01:09So it's what people are saying about the stock from an investment perspective. It's not overlaying
01:14anything more than that relative to are people positive about the stock and its prospects. And so it's not
01:22trying to overlay any kind of thematic or any kind of directional signals or stock trading history.
01:28It's simply based on the collective conviction of the online community.
01:33When I look at the holdings here, obviously, these are buzzed about stocks. How do you
01:36account for just the volume? Like everybody's talking about Nvidia, it's the most traded.
01:41How do you get into some of the smaller names that might be positive? That way, you're not just
01:45stuck with like the cues.
01:47Yeah, sure. So there's some thresholds around the index construction. So we should talk about that.
01:50So the index looks at all stocks that have a market cap of 5 billion or higher.
01:55There's about 1,500 or so of those stocks in the market today.
01:58But it's not every one of those stocks. We need to understand and we really want to see
02:02that within those stocks, which ones are being talked about most frequently,
02:06most consistently online. You can imagine if the four of us are sitting around talking about
02:10a stock, but no one else is. The insight from that conversation isn't all that relevant.
02:14But if you can see that there are stocks that are consistently talked about by a large
02:19audience, then you want to know what that average or the overall aggregate sentiment is
02:23from that conversation. So we we set up a quarterly eligible universe. So from that
02:281,500 stocks, we'll distill it down to somewhere between two and 400 every quarter. And that's
02:34the conversation that we drill into each month. We rank that conversation from most bullish to least
02:40and the 75 make the index. And so when you rebalance every month, does it start out as equal
02:45weight between these names? Or how do you decide on how to actually weight the different stocks in
02:50the portfolio? A great question. So we weight it by sentiment. And that's important because we think
02:54of sentiment when we started this 10 years ago. So the index has been live now for a 10 year period.
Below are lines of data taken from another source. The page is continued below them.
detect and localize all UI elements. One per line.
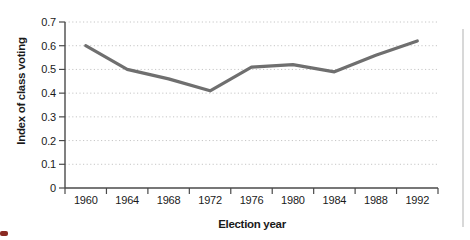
x-tick-label: 1964 xyxy=(115,194,139,206)
y-tick-label: 0.1 xyxy=(41,158,56,170)
y-tick-label: 0.6 xyxy=(41,40,56,52)
x-tick-label: 1976 xyxy=(240,194,264,206)
x-tick-label: 1984 xyxy=(323,194,347,206)
x-tick-label: 1992 xyxy=(405,194,429,206)
y-tick-label: 0.2 xyxy=(41,135,56,147)
data-line xyxy=(86,41,418,91)
y-axis-title: Index of class voting xyxy=(15,11,29,171)
line-chart: 0.70.60.50.40.30.20.10196019641968197219… xyxy=(0,0,470,240)
x-axis-title: Election year xyxy=(172,218,332,230)
y-tick-label: 0 xyxy=(50,182,56,194)
red-corner-mark xyxy=(0,231,8,236)
x-tick-label: 1980 xyxy=(281,194,305,206)
page-edge-line xyxy=(462,29,464,227)
class-voting-figure: 0.70.60.50.40.30.20.10196019641968197219… xyxy=(0,0,470,240)
x-tick-label: 1960 xyxy=(74,194,98,206)
y-tick-label: 0.4 xyxy=(41,87,56,99)
y-tick-label: 0.7 xyxy=(41,16,56,28)
x-tick-label: 1968 xyxy=(157,194,181,206)
y-tick-label: 0.5 xyxy=(41,63,56,75)
x-tick-label: 1988 xyxy=(364,194,388,206)
x-tick-label: 1972 xyxy=(198,194,222,206)
y-tick-label: 0.3 xyxy=(41,111,56,123)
02:59We really thought of sentiment as a potential factor. So if you think of explaining security returns,
03:04we all know that there's growth and value momentum and size and all of these other things. And
03:09everything else was alpha. And in that alpha bucket was sentiment. And our thesis back then in 2015
03:14was, if you can measure sentiment, you can actually strip out of that alpha bucket, a factor called
03:20sentiment, and it can be its own unique thing. And so when we weight it, we don't want to market cap
03:25weight this index to let certain stocks drive it like is in the case of the S&P 500, for example. So we cap
03:32each stock's weight at each monthly rebalance at a max of 3% to keep that diversification there.
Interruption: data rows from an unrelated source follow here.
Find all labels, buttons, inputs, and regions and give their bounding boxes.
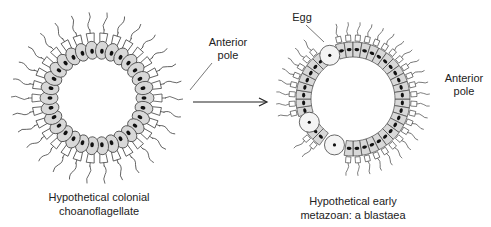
anterior-pole-label-right-line2: pole: [436, 85, 491, 98]
anterior-pole-label-left-line1: Anterior: [200, 36, 256, 49]
egg-cell: [320, 45, 340, 65]
blastaea-cell: [394, 90, 429, 99]
transition-arrow: [193, 98, 267, 106]
anterior-pole-label-left-line2: pole: [200, 49, 256, 62]
blastaea-cell: [344, 22, 353, 57]
anterior-pole-leader-line-left: [190, 63, 212, 90]
caption-choanoflagellate-line2: choanoflagellate: [37, 205, 161, 219]
blastaea-ring: [276, 22, 430, 176]
anterior-pole-label-right-line1: Anterior: [436, 72, 491, 85]
caption-blastaea-line2: metazoan: a blastaea: [290, 209, 416, 223]
blastaea-cell: [344, 140, 353, 175]
egg-cell: [324, 135, 344, 155]
caption-blastaea-line1: Hypothetical early: [290, 195, 416, 209]
blastaea-cell: [276, 99, 311, 108]
egg-cell: [299, 112, 319, 132]
egg-label-text: Egg: [289, 11, 315, 24]
caption-blastaea: Hypothetical early metazoan: a blastaea: [290, 195, 416, 222]
egg-label: Egg: [289, 11, 315, 24]
caption-choanoflagellate-line1: Hypothetical colonial: [37, 191, 161, 205]
anterior-pole-label-left: Anterior pole: [200, 36, 256, 62]
anterior-pole-label-right: Anterior pole: [436, 72, 491, 98]
blastaea-cell: [353, 140, 362, 175]
egg-leader-line: [306, 25, 324, 42]
caption-choanoflagellate: Hypothetical colonial choanoflagellate: [37, 191, 161, 218]
choanoflagellate-colony-ring: [11, 12, 183, 184]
03:38If a stock had a greater than 3% weight because it had a higher sentiment aggregate view, then we
03:43would just distribute the excess equally amongst the remaining constituents. You're tracking positive
03:47sentiment. Are you looking to attract negative sentiment? I mean, could you use this as a way to
03:51short certain companies as well? You could for sure. So the NLP measures sentiment based on what people
03:56are posting and talking about. That could be positive. It could be neutral. It could be negative.
03:59What buzz is, is a representation of aggregate large cap positive sentiment. Of course, we have
04:05the data set of negative sentiment. We actually use this data set and some options related strategies
04:10within our hedge fund business at Periscope Capital. So there's lots of different use cases.
04:15Buzz to us is the ability to give back to the community, the aggregate sentiment factor in its
04:21simplest beta form. Does the computer ever pick up like sarcasm? Like, oh, this is the greatest stock.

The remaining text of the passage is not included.